Europe is taking a page from the U.S. playbook. “Local governments, desperate to find a way to preserve… (historic) sites before it is too late,” the Washington Post reports, “are making up for budget shortfalls by hanging ads, selling usage rights and, in some cases, putting the structures themselves on the market.”
In France, the caretakers of Versailles have agreed to let two hotels open on the palace grounds. In Spain, planners approved the construction of an office tower in the historic city center of Seville near the Gothic cathedral where Christopher Columbus is buried, ignoring threats from the U.N. Educational, Scientific and Cultural Organization to disqualify the city as a World Heritage site if the project proceeded.
The restoration of the Colosseum in Rome was supposed to start in March but work was stopped after a cultural preservation group revealed that what the owner of luxury handbag maker Tod’s actually came with strings was portraying as a generous gift. He gets exclusive rights to use the image of the Colosseum on his products.
Venice’s postcard-perfect views are being sacrificed to get corporate money. In one case, a mammoth Coca-Cola ad was erected on a historic bridge, obscuring the entire structure.
The Post observes, “On a recent weekday, British tourists David and Janice Barlow were aboard a boat on Venice’s Grand Canal, struggling to take a picture of the Piazza San Marco. They kept angling their cameras this way and that, trying to get a shot that did not include the multi-story Pandora jewelry ad on the building that used to house the old mint. They failed.”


▶ [PROBLEM STATEMENT]: When you copy the material below, keep every line exact and omit the pictures.

▶ [MATERIALS PROVIDED]:
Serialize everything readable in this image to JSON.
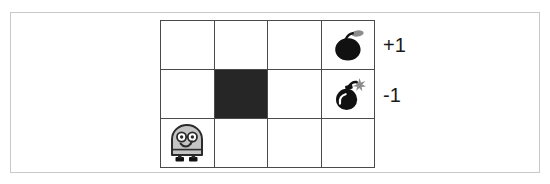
{
  "figure": {
    "name": "gridworld-diagram",
    "width": 550,
    "height": 184,
    "background_color": "#ffffff",
    "frame_color": "#c9c9c9"
  },
  "grid": {
    "columns": 4,
    "rows": 3,
    "line_color": "#4a4a4a",
    "cell_background": "#ffffff",
    "wall_color": "#262626",
    "cells": [
      {
        "row": 1,
        "col": 1,
        "type": "empty",
        "icon": ""
      },
      {
        "row": 1,
        "col": 2,
        "type": "empty",
        "icon": ""
      },
      {
        "row": 1,
        "col": 3,
        "type": "empty",
        "icon": ""
      },
      {
        "row": 1,
        "col": 4,
        "type": "reward",
        "icon": "apple-bomb-icon"
      },
      {
        "row": 2,
        "col": 1,
        "type": "empty",
        "icon": ""
      },
      {
        "row": 2,
        "col": 2,
        "type": "wall",
        "icon": ""
      },
      {
        "row": 2,
        "col": 3,
        "type": "empty",
        "icon": ""
      },
      {
        "row": 2,
        "col": 4,
        "type": "penalty",
        "icon": "lit-bomb-icon"
      },
      {
        "row": 3,
        "col": 1,
        "type": "agent",
        "icon": "robot-agent-icon"
      },
      {
        "row": 3,
        "col": 2,
        "type": "empty",
        "icon": ""
      },
      {
        "row": 3,
        "col": 3,
        "type": "empty",
        "icon": ""
      },
      {
        "row": 3,
        "col": 4,
        "type": "empty",
        "icon": ""
      }
    ]
  },
  "labels": {
    "positive_reward": "+1",
    "negative_reward": "-1",
    "text_color": "#1a1a1a"
  },
  "icons": {
    "apple_bomb": {
      "name": "apple-bomb-icon",
      "body_color": "#111111",
      "stem_color": "#111111",
      "leaf_color": "#8c8c8c"
    },
    "lit_bomb": {
      "name": "lit-bomb-icon",
      "body_color": "#111111",
      "fuse_color": "#111111",
      "spark_color": "#8c8c8c"
    },
    "robot_agent": {
      "name": "robot-agent-icon",
      "body_color": "#c4c4c4",
      "outline_color": "#2b2b2b",
      "eye_color": "#ffffff",
      "foot_color": "#111111"
    }
  }
}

▶ [SOLVED PROBLEM]:
Serialize everything readable in this image to JSON.
{
  "figure": {
    "name": "gridworld-diagram",
    "width": 550,
    "height": 184,
    "background_color": "#ffffff",
    "frame_color": "#c9c9c9"
  },
  "grid": {
    "columns": 4,
    "rows": 3,
    "line_color": "#4a4a4a",
    "cell_background": "#ffffff",
    "wall_color": "#262626",
    "cells": [
      {
        "row": 1,
        "col": 1,
        "type": "empty",
        "icon": ""
      },
      {
        "row": 1,
        "col": 2,
        "type": "empty",
        "icon": ""
      },
      {
        "row": 1,
        "col": 3,
        "type": "empty",
        "icon": ""
      },
      {
        "row": 1,
        "col": 4,
        "type": "reward",
        "icon": "apple-bomb-icon"
      },
      {
        "row": 2,
        "col": 1,
        "type": "empty",
        "icon": ""
      },
      {
        "row": 2,
        "col": 2,
        "type": "wall",
        "icon": ""
      },
      {
        "row": 2,
        "col": 3,
        "type": "empty",
        "icon": ""
      },
      {
        "row": 2,
        "col": 4,
        "type": "penalty",
        "icon": "lit-bomb-icon"
      },
      {
        "row": 3,
        "col": 1,
        "type": "agent",
        "icon": "robot-agent-icon"
      },
      {
        "row": 3,
        "col": 2,
        "type": "empty",
        "icon": ""
      },
      {
        "row": 3,
        "col": 3,
        "type": "empty",
        "icon": ""
      },
      {
        "row": 3,
        "col": 4,
        "type": "empty",
        "icon": ""
      }
    ]
  },
  "labels": {
    "positive_reward": "+1",
    "negative_reward": "-1",
    "text_color": "#1a1a1a"
  },
  "icons": {
    "apple_bomb": {
      "name": "apple-bomb-icon",
      "body_color": "#111111",
      "stem_color": "#111111",
      "leaf_color": "#8c8c8c"
    },
    "lit_bomb": {
      "name": "lit-bomb-icon",
      "body_color": "#111111",
      "fuse_color": "#111111",
      "spark_color": "#8c8c8c"
    },
    "robot_agent": {
      "name": "robot-agent-icon",
      "body_color": "#c4c4c4",
      "outline_color": "#2b2b2b",
      "eye_color": "#ffffff",
      "foot_color": "#111111"
    }
  }
}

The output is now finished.